What do you do when you’re born with two digits on each hand and your legs are amputated at the knees when you’re three? Well, if you’re Hee Ah Lee, you become a concert pianist…
Hee Ah Lee was born with severe physical deformities. She only had two fingers on each hand. And her legs ended at her knees. Her doctors didn’t expect her to live.
But she did live. At the age of six she started to play piano. At the time, her four fingers were very weak. She couldn’t even hold a pencil. Her mother hoped playing piano would strengthen her grip.
It worked. But more than that, Lee found a calling. She now tours the world, playing for stunned audiences. She plays pieces that would be difficult for able-bodied pianists.
Go on YouTube to see her videos. The videos are real and Hee Ah Lee is Authentic. It is the story of a mother and a daughter who have overcome odds from the very beginning.

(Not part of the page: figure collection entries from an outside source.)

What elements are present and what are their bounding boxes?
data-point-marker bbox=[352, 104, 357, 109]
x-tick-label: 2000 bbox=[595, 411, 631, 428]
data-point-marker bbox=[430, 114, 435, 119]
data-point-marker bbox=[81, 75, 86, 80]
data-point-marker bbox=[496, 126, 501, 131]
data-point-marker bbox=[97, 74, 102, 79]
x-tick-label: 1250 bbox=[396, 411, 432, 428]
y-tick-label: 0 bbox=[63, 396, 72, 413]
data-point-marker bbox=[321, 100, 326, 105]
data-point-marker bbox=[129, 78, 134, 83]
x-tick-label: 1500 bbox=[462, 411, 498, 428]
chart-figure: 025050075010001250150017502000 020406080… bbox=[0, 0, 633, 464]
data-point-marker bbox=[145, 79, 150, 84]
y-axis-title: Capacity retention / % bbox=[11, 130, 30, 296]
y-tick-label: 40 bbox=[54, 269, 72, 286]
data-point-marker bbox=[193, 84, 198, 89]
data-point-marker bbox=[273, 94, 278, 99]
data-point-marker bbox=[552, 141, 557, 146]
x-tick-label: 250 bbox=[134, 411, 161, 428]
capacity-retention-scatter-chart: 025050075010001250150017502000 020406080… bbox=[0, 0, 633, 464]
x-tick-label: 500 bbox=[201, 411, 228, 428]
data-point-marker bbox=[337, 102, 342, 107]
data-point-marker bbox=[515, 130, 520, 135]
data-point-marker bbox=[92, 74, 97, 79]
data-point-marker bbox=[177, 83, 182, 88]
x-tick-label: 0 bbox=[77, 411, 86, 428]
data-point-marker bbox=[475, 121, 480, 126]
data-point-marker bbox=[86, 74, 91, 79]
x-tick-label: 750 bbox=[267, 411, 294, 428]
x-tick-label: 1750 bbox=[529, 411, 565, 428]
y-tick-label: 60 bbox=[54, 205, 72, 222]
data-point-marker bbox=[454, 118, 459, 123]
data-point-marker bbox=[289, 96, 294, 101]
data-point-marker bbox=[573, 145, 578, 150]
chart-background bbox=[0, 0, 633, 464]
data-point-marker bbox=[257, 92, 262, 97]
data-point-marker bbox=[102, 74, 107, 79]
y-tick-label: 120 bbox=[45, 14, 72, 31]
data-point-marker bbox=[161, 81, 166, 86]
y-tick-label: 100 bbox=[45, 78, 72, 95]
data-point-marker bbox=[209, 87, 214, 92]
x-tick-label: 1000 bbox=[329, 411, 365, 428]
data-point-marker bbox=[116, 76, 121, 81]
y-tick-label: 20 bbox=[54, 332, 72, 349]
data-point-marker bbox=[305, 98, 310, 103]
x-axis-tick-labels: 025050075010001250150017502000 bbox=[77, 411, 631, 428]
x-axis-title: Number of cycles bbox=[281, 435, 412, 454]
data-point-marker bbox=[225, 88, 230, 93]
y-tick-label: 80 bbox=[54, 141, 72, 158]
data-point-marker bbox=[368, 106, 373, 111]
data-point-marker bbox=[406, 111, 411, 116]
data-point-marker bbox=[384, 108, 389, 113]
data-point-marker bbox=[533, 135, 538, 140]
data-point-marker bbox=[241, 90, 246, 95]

See one of her videos below:
Lee’s mother became unexpectedly pregnant while married to a disabled man. Doctors told her that because of a medication she had been taking her child would not be normal. She elected to continue with the pregnancy and in 1985 in Seoul, South Korea, little Hee Ah Lee was born with only two fingers on each hand, disfigurement of her legs, and slight brain injury. The hospital told Sun that she could not care for the child at home and relatives wanted her to place the child for adoption in a foreign country. Sun thought her baby was beautiful, however, and was determined that she would live a successful life.

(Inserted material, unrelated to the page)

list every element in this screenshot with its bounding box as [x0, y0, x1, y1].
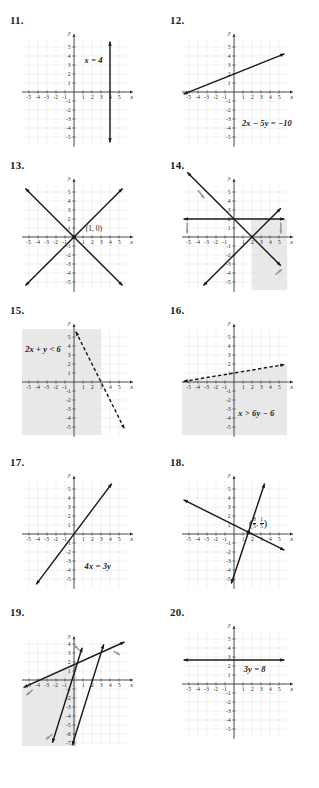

When Lee was a pre-schooler her mother decided that she wanted her daughter to take piano lessons and for two reasons. One was that she felt it would help her strengthen her hands so she could hold a pencil. The other was that she felt that if she could master the piano, she could master anything. For six months piano schools turned them down then the one teacher who did accept the task got discouraged and wanted to quit. It became a three-month contest of wills between mother and daughter that led to a confrontation in which Sun actually threw her daughter on the floor in frustration. She said Lee got back up on the piano bench and for the first time played the children’s song she had been trying to learn. That was the turning point and one year later Lee won the grand prize in a piano concert for Kindergartners. It was at age 7 that Lee won Korea’s 19th National Handicap Conquest Contest and was presented with her award by the President of Korea.
Today Lee is 25, has won numerous awards, and is a widely traveled concert pianist with more than 200 appearances. Her first album titled “Hee-ah, a Pianist with Four Fingers” was to be released in June, 2008.
Lee gives tribute to her mother for challenging her to master the piano and said that although her training was difficult, “as time went by, the piano became my source of inspiration and my best friend.”